I've been trying to find a good algorithm to use for the malloc implementation in my C library. I know Doug Lea's malloc is the "traditional" way to go for this, but I don't like the memory overhead of storing various metadata in each allocated block, especially when allocating small things (like 2 dwords for a linked list). So, I've been thinking of using a sort of slab allocator modeled after what I think SLUB does in Linux. Here's a synopsis:
The slab allocator is just a bitmap based allocator that allocates only multiples of page-sized chunks (any request larger than a page is satisfied by this allocator directly). Each cache has a header of 4 dwords with a count of the number of allocated items in the chunk, a value for the size of each item in the cache, and two pointers to make a binary tree. When a slab is allocated, it is added to the tree, and its contents are made into a linked list, which is added to the appropriate bucket. The tree of headers is used to find which cache a freed pointer belongs to (and implicitly, what size it is), so the cache can be freed if it is empty. Pretty basic.
So here's my question: are the allocation patterns in userspace programs regular enough to make a slab allocator efficient? Afaik, the reasoning for using a slab allocator in a kernel is that there is a small, fixed number of structures used, so reuse of the same sizes is predictable. And is my design a reasonable way of making a slab allocator? Or am I completely misinterpreting something?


PROBLEM DETAILS → Please filter the data below down to the lines holding the string "screenshot".

*** Opening of DATASET RECORDS ***

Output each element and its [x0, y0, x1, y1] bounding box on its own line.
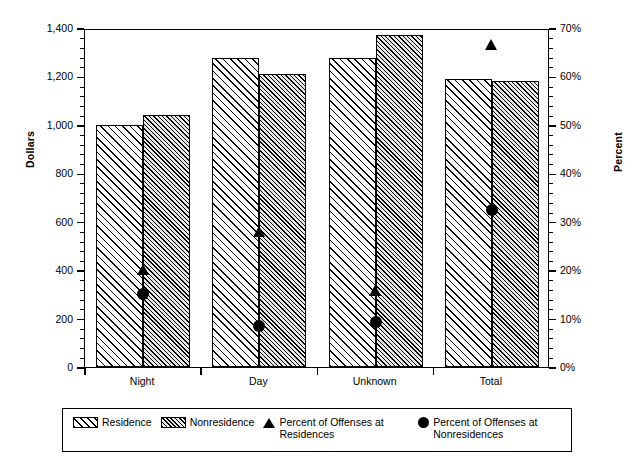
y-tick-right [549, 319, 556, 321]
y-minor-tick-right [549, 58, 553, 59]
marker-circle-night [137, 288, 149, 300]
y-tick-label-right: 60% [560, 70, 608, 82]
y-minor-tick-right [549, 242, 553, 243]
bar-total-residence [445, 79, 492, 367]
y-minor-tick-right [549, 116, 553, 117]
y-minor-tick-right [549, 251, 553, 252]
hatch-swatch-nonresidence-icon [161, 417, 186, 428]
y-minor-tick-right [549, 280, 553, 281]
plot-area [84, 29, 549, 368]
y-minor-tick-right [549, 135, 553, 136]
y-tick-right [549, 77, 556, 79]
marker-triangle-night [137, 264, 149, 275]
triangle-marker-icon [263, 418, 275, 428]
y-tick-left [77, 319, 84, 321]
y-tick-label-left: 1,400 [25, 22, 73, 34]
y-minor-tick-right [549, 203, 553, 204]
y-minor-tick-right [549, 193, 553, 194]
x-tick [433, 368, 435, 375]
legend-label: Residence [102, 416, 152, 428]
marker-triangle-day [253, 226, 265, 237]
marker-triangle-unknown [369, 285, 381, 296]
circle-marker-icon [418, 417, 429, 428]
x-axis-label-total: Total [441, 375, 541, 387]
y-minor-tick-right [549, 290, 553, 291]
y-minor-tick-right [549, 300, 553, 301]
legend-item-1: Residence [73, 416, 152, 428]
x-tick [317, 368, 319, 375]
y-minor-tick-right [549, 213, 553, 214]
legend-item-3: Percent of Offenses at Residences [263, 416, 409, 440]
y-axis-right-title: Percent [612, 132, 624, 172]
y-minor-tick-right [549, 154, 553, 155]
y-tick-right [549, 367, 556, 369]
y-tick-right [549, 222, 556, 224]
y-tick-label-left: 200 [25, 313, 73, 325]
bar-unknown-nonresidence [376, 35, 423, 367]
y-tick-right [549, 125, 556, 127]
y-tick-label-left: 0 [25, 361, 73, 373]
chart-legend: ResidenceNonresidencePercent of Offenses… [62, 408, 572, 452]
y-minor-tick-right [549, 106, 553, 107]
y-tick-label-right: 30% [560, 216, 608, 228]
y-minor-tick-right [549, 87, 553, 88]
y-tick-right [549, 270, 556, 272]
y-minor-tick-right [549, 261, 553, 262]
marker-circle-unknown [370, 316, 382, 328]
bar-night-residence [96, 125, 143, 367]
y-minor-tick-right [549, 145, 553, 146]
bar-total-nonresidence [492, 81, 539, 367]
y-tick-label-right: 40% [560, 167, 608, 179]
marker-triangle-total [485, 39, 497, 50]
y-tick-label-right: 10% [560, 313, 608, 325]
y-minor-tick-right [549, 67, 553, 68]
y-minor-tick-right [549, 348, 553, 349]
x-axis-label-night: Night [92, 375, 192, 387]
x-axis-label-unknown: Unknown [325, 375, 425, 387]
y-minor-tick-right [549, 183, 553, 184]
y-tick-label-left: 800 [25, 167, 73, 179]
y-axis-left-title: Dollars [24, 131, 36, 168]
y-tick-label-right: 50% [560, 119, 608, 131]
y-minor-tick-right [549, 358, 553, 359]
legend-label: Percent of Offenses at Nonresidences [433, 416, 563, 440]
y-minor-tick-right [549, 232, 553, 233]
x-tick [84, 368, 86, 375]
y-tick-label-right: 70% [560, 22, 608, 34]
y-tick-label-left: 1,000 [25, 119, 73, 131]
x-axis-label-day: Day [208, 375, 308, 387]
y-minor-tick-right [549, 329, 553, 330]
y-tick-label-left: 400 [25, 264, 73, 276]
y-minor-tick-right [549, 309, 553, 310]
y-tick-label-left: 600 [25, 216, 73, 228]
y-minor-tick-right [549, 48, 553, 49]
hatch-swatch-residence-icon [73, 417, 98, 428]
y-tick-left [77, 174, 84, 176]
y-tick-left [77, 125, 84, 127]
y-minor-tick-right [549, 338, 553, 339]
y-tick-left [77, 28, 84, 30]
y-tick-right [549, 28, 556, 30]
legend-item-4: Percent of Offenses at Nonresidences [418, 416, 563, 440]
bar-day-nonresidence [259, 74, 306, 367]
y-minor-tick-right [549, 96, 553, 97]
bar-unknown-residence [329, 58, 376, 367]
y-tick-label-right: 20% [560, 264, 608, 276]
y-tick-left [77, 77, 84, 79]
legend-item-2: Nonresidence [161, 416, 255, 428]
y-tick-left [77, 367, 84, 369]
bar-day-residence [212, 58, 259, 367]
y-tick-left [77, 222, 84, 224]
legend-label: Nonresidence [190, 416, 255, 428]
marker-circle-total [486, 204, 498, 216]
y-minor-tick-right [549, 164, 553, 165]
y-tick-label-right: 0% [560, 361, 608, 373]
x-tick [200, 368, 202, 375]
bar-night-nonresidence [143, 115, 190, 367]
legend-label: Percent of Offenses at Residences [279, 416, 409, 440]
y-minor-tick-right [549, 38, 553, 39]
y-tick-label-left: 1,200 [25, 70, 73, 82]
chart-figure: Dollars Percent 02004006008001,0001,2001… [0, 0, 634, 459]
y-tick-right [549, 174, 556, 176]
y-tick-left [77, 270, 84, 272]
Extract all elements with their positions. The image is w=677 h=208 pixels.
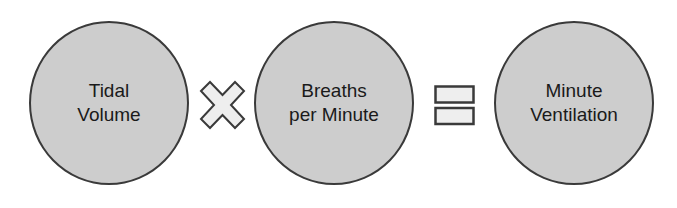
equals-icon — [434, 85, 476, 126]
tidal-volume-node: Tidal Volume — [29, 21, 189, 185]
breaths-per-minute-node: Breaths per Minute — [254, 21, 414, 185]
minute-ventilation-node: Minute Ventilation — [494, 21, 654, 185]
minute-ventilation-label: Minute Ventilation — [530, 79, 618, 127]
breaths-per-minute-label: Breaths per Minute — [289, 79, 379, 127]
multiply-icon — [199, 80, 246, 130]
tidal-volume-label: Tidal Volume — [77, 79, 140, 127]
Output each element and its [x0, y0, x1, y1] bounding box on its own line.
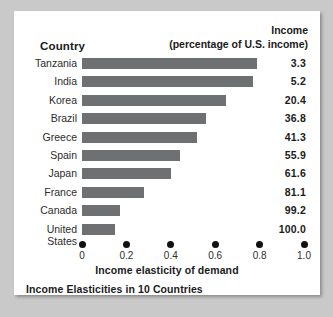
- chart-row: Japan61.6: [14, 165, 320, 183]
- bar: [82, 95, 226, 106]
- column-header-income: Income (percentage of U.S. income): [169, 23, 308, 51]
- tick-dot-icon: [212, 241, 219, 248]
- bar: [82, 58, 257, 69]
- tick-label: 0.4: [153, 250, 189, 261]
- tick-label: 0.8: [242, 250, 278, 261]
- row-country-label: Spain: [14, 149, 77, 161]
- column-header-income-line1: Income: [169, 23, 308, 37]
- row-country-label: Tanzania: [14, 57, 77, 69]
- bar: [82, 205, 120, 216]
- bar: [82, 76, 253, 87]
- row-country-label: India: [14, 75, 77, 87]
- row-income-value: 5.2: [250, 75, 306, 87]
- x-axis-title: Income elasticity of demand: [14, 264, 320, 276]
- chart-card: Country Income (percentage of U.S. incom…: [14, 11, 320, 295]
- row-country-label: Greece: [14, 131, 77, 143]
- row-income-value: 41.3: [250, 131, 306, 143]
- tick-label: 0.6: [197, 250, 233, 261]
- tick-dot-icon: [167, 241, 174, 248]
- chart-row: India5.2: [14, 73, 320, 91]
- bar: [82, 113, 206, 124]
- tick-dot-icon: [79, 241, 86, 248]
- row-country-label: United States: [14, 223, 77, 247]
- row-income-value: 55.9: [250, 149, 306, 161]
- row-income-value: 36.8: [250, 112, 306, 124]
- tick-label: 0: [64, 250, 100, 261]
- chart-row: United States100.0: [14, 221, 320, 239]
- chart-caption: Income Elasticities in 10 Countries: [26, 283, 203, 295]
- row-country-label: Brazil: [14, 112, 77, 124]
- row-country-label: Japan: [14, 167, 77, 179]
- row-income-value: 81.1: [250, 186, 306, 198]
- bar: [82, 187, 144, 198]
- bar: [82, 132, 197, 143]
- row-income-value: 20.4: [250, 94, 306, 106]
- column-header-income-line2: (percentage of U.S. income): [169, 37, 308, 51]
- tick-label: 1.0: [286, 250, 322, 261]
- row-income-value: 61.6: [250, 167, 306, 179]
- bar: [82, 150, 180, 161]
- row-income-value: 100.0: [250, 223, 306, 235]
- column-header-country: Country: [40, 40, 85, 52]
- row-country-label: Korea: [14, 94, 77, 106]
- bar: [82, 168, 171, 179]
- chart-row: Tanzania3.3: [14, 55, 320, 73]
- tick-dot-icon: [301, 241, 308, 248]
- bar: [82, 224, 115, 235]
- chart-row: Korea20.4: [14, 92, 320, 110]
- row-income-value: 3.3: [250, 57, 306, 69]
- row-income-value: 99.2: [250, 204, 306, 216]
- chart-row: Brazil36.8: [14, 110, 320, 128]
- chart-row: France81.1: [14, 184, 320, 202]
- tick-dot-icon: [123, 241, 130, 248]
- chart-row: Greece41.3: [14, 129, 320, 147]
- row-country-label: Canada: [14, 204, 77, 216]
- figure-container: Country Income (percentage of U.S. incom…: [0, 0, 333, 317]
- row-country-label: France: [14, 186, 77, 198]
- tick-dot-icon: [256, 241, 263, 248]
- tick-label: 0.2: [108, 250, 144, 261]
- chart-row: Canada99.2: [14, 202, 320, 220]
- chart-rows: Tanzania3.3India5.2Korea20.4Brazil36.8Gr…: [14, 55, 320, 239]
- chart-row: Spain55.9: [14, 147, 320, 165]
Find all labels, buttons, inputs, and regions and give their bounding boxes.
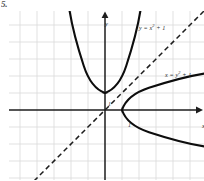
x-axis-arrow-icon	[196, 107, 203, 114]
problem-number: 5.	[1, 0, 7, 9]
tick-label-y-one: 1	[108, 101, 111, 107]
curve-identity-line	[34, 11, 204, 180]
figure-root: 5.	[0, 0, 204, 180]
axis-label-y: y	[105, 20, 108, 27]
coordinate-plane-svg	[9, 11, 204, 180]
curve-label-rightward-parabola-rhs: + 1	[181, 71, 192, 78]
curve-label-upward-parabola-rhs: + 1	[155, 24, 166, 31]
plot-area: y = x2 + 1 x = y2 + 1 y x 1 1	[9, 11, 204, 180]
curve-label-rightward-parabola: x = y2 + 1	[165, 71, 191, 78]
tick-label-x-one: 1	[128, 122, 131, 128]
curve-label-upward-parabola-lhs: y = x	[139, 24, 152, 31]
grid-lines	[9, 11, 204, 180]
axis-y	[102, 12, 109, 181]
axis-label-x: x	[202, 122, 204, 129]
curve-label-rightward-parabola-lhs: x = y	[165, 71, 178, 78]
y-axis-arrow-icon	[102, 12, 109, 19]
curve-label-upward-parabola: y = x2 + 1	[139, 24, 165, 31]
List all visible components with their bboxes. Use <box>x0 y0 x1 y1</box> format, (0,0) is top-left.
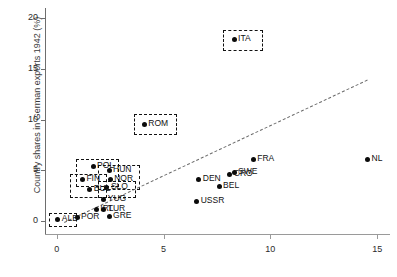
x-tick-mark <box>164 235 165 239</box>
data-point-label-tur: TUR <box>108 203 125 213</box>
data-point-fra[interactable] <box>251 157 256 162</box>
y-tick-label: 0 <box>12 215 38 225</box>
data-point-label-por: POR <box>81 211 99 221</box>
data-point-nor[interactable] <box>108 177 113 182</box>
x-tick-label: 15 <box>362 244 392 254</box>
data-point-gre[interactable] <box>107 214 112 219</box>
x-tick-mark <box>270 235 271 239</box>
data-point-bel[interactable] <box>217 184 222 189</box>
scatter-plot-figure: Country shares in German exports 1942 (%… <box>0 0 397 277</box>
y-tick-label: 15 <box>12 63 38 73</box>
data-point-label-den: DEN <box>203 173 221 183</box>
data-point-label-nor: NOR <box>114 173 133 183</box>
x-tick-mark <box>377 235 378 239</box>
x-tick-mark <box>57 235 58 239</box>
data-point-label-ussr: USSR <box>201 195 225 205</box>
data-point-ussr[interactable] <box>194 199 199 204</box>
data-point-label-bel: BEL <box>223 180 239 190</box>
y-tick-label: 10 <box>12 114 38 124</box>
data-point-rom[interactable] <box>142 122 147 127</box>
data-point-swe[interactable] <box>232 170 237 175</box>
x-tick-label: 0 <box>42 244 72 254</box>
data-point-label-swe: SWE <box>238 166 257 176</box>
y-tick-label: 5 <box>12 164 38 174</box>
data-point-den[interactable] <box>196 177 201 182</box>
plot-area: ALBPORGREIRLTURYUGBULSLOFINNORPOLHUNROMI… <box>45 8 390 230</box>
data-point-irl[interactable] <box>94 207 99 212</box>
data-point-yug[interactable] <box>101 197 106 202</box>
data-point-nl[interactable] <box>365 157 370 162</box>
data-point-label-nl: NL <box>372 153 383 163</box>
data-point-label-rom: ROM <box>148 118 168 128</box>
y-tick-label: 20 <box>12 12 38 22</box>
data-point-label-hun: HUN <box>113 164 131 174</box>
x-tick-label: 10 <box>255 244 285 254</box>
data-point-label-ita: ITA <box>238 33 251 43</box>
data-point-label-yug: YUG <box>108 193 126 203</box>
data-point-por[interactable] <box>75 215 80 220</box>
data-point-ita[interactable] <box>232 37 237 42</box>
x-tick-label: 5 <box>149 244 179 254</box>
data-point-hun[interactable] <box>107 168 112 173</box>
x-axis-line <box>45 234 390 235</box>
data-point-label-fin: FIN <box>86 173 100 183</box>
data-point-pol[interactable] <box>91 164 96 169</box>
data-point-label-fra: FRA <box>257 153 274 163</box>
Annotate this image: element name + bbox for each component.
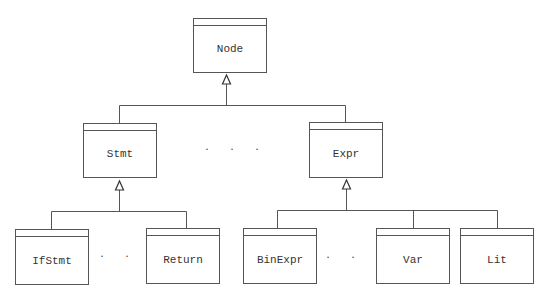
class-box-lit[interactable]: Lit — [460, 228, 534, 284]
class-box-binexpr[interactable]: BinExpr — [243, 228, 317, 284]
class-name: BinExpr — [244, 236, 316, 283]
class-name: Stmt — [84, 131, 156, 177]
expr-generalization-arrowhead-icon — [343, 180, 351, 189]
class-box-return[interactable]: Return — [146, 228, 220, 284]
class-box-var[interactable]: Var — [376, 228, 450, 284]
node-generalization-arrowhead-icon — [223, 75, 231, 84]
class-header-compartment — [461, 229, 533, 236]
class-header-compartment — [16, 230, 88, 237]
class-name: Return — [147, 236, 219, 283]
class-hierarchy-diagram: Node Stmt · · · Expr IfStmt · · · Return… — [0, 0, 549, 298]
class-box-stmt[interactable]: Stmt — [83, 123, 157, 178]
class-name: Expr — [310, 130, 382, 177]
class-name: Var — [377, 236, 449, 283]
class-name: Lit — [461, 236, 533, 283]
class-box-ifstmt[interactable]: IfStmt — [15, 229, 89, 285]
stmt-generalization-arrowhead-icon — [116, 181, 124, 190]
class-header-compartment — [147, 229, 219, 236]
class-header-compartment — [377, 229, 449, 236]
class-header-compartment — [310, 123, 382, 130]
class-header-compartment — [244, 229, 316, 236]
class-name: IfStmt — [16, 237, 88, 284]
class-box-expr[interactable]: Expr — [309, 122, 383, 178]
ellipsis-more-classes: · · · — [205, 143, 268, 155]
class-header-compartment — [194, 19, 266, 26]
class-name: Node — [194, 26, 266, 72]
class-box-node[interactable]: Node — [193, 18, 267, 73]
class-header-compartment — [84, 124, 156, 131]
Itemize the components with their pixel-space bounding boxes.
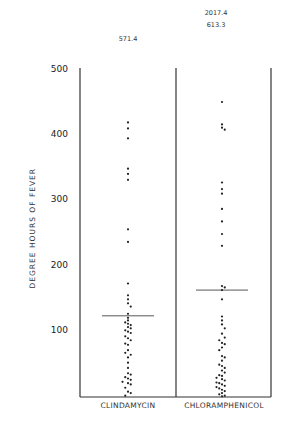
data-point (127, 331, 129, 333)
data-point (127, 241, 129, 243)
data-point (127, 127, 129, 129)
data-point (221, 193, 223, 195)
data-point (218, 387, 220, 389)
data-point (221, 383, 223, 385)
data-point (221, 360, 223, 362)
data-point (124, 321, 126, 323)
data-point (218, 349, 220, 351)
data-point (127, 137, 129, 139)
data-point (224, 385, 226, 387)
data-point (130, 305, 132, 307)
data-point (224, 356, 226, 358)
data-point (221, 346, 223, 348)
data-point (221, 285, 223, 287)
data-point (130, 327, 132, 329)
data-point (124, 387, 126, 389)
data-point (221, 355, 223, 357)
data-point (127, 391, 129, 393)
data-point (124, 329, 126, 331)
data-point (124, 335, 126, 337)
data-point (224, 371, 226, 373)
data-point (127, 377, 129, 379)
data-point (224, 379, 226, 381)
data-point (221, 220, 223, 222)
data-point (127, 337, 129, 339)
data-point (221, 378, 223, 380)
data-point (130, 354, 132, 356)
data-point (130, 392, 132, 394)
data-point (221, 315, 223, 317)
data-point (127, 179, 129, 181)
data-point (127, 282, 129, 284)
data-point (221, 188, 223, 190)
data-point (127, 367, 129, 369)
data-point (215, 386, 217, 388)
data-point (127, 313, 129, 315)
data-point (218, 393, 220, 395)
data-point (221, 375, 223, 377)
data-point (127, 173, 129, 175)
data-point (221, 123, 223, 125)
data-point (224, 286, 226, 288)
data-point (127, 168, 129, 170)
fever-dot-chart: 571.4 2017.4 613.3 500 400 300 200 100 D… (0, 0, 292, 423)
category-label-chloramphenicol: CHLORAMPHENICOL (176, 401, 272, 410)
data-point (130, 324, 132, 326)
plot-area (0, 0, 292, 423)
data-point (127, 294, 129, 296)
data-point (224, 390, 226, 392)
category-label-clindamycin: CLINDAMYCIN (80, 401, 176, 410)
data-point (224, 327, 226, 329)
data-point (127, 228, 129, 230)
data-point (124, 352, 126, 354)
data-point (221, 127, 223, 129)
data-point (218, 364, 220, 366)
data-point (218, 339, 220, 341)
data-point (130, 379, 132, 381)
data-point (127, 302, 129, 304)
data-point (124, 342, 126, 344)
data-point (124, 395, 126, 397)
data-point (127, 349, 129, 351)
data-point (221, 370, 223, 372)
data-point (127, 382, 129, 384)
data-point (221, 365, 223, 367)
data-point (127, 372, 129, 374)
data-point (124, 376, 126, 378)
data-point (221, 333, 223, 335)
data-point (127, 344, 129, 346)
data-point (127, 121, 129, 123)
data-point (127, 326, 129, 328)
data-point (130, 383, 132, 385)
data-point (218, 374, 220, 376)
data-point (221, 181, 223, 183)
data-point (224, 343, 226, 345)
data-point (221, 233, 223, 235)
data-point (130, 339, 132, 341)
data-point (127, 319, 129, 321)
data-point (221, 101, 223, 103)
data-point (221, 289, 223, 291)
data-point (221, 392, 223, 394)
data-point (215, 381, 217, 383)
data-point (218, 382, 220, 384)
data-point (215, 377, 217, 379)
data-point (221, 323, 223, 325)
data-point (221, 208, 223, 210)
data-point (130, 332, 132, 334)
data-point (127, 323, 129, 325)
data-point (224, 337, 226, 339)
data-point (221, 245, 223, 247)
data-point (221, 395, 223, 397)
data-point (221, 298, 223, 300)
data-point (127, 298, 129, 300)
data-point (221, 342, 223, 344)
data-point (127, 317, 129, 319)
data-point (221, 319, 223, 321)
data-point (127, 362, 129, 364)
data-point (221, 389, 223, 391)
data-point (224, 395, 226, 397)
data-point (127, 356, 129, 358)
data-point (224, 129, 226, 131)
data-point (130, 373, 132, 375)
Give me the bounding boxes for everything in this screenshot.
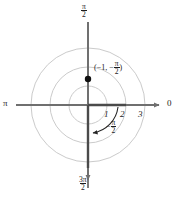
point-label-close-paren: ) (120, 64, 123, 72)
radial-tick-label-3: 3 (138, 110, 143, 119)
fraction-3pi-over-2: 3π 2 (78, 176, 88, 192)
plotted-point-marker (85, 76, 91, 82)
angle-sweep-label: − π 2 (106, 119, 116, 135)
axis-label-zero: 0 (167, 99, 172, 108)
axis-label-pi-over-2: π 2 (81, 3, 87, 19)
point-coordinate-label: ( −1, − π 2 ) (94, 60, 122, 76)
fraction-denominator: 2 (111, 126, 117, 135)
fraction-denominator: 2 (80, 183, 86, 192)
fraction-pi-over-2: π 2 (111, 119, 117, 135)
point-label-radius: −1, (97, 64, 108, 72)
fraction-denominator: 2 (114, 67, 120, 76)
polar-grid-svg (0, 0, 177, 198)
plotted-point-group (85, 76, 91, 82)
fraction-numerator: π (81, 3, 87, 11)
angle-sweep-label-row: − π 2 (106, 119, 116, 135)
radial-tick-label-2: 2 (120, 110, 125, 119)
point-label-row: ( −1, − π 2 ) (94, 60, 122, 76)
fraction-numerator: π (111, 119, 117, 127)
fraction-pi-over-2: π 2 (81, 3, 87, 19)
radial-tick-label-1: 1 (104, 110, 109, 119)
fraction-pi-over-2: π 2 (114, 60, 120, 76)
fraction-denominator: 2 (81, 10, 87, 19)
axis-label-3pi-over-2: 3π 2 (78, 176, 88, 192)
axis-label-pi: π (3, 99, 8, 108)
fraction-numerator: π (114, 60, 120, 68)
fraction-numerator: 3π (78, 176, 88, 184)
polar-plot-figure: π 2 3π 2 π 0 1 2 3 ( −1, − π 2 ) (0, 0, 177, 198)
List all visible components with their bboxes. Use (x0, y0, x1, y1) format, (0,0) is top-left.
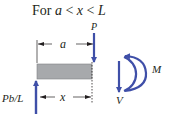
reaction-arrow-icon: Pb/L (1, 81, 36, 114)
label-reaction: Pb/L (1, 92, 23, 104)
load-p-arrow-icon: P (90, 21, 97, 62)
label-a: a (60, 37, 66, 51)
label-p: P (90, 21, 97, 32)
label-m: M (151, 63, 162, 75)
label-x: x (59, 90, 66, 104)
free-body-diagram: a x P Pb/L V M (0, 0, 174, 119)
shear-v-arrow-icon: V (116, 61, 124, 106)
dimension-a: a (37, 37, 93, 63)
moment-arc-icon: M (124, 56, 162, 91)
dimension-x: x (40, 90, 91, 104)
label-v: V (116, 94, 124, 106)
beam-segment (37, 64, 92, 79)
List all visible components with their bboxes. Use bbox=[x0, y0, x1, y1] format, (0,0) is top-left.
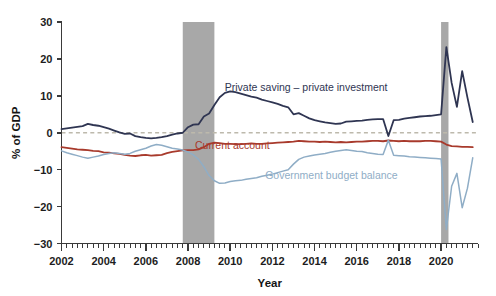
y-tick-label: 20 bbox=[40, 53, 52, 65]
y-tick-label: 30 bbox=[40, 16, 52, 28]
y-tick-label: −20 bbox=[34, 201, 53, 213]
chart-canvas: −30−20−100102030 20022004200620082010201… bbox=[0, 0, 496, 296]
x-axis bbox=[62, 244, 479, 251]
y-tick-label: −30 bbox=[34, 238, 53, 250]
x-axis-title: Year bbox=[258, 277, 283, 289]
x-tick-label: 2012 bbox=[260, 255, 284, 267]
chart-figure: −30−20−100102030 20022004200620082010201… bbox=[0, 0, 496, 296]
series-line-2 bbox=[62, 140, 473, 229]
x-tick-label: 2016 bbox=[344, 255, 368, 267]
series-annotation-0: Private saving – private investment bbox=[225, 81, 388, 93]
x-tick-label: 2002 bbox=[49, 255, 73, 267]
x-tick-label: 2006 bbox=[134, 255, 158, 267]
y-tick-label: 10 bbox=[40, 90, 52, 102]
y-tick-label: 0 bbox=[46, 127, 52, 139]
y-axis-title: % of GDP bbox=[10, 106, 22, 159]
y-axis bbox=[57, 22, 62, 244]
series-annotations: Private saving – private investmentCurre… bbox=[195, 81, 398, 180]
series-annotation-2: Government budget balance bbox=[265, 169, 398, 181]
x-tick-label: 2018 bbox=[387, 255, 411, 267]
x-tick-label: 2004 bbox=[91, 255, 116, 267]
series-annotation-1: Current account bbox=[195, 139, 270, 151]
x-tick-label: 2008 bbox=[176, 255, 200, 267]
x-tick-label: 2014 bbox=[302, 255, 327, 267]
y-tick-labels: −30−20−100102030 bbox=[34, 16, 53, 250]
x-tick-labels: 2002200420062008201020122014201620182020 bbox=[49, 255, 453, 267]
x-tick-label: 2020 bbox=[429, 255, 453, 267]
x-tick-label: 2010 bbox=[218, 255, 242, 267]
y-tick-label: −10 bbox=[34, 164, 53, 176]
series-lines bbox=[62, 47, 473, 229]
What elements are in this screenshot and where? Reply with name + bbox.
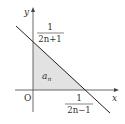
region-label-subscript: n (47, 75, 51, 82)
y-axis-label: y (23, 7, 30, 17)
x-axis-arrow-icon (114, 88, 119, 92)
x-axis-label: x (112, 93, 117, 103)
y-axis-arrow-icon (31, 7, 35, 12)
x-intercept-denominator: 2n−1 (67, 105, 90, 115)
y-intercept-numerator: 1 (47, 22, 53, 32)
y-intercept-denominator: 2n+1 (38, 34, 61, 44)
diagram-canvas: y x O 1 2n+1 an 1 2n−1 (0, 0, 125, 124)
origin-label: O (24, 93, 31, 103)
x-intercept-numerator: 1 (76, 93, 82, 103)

*** Close of DATASET RECORDS ***

RESPONSE TO THE EXERCISE →
Give me the bounding boxes for everything in this screenshot.
What elements are in this screenshot and where? Reply with name + bbox.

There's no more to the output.